Someone new. But not new.
She still spoke her mind and didn’t filter her thoughts around me, but things like that—viewing me as a provider—never would’ve crossed her mind before.
“Does your primitive brain want you to move in here?” I asked, conscious of my volume so Sage didn’t hear.
Harlow finished her first piece of pizza and set down her plate before folding her arms over the simple black shirt she wore. Her eyes were so incredibly direct. There was no escaping the intense way she stared me down.
“Are you doing that thing again where you’re trying to save me, even to your own detriment?”
The accusation stung, but fuck if there wasn’t truth behind why she asked.
I’d always done that. It’s why we stopped talking all those years ago. She and I both knew that I would’ve given up an incredible opportunity just to be here if she needed me.
Our lives would’ve turned out so differently. If Harlow had more of my impulsive side, she might have packed her bags and come home. I might have stayed right where I was, content to stay in this place that never quite felt right without her.
So I answered as honestly as possible. “I don’t know. Would it be so bad if I was?”
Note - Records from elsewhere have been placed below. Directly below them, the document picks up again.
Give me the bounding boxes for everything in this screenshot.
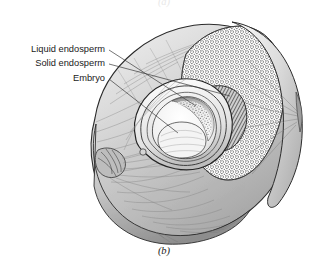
label-solid-endosperm: Solid endosperm: [35, 58, 105, 68]
label-liquid-endosperm: Liquid endosperm: [31, 44, 105, 54]
label-embryo: Embryo: [73, 73, 105, 83]
figure-coconut-seed-structure: Liquid endosperm Solid endosperm Embryo …: [0, 0, 328, 266]
figure-caption: (b): [158, 245, 171, 257]
caption-above-partial: (a): [158, 0, 171, 8]
micropyle-pore: [140, 149, 146, 155]
coconut-diagram-svg: Liquid endosperm Solid endosperm Embryo …: [0, 0, 328, 266]
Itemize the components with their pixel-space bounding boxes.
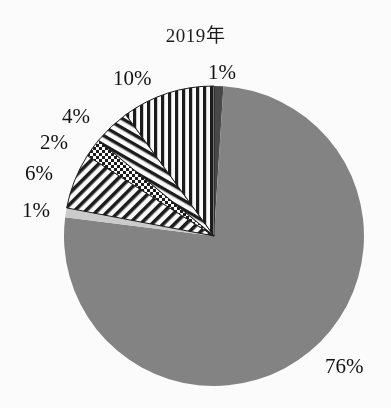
slice-label-6pct: 6%	[25, 163, 53, 184]
pie-chart-figure: 2019年	[0, 0, 391, 408]
pie-slices-group	[64, 86, 364, 386]
slice-label-4pct: 4%	[62, 106, 90, 127]
slice-label-2pct: 2%	[40, 132, 68, 153]
pie-chart-canvas	[0, 0, 391, 408]
slice-label-76pct: 76%	[325, 356, 364, 377]
slice-label-1pct-left: 1%	[22, 200, 50, 221]
slice-label-1pct-top: 1%	[208, 62, 236, 83]
slice-label-10pct: 10%	[113, 68, 152, 89]
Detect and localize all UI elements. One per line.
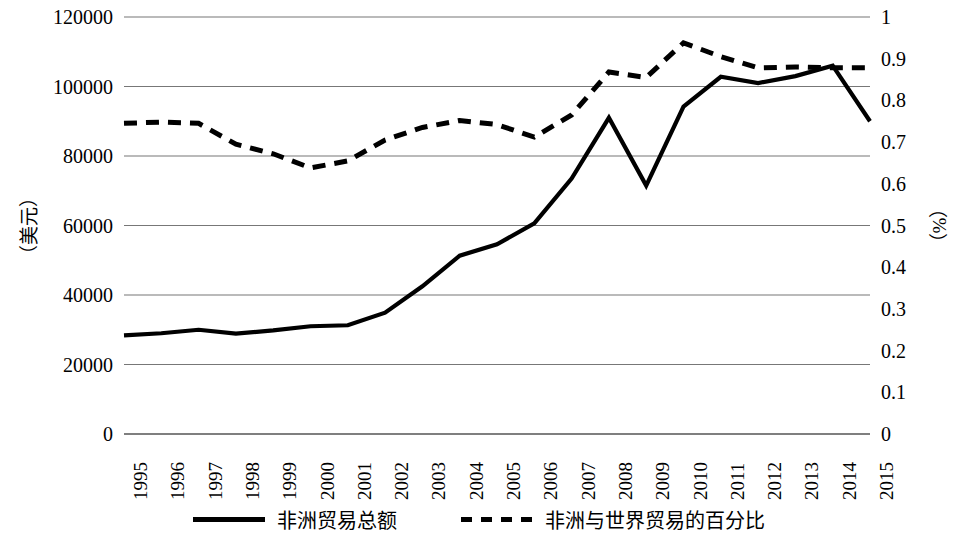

“If it hurts you in the process, yes.” Her gaze was unflinching. “I won’t be responsible for that. I’m the only one who can take ownership of my choices, and if I can’t write, then getting another job is what I’ll do to provide for my daughter. She didn’t ask to be born, you know? I’ll do what I need to do to take care of her.”
“How would this take me down, Harlow?” I set my plate down and matched her pose, crossing my arms and leaning a hip against the counter. “How would it hurt me to let you guys stay here?”
“I don’t know.” She sighed, then she rubbed her forehead. “I just don’t want to be in the way of you living your life.”
I stepped closer, and she inhaled sharply through her nose. Then I ducked down to make sure she didn’t look away. “I’m offering this because you’re my friend. And I have the space. If your kid wants to school me on football every day after dinner, I’m good with that. If you two want to hide upstairs and keep to yourselves while I’m home, I’m good with that too. Don’t stay somewhere that makes you feel like you’re taking up too much space just by being yourself. That’s a really quick way to feel like shit, Harlow.”
The graceful line of her throat worked on a swallow. “When did you get such a way with words, Ian Wilder?” she whispered.
My mouth hooked up in a grin. “My friend’s a writer. She taught me a thing or two.”
Harlow laughed, and a little bit of tension unlocked in my chest. Then she blew out a slow breath.
“I’ll talk to Sage on the drive home,” she said under her breath. “Make sure she’s okay with this.”
The girl in question hopped off the couch and joined us in the kitchen. “Ooh, can I have one of those cookies?”
“Go ahead,” I told her, stepping back a little from her mom.
Sage snagged one from the top and moaned after one bite. “Mom, you’ve gotta try one of these.”
“One?” Harlow asked. “Half that plate is mine, kid.”
Sage laughed, then returned to the couch.
Because the plate was uncovered, Harlow plucked half a cookie from the edge and took a delicate bite. Her eyes fluttered closed, and she moaned deep in her throat.
“Holy shit,” she whispered.
“Should I leave you alone with the cookie?” I asked dryly.
She took another bite. “Maybe.” Then she shook her head. “Honestly, I’d say yes because I know your mom will make things like this on a weekly basis. You should’ve led with the baked goods.”
Before she could finish it, I snagged the rest of the cookie out of her hand and popped it in my mouth.
“Hey,” she said. “That was mine.”
I finished the cookie with a moan that echoed hers, then licked at my bottom lip. “Just making sure your presence here isn’t to my detriment.”
Harlow rolled her eyes. “Ass.”
I hooked an arm around her shoulders. “Is that a yes?”
In the pause before she answered, I found myself holding my breath. I wanted her to say yes. No matter how complicated that might be or what it might look like to anyone else, I wanted my best friend around because I missed her.
Her eyes darted up to mine, her cheekbones a little pink and her smile a lot mischievous. “You might regret it, but yeah, I think it’s a yes.”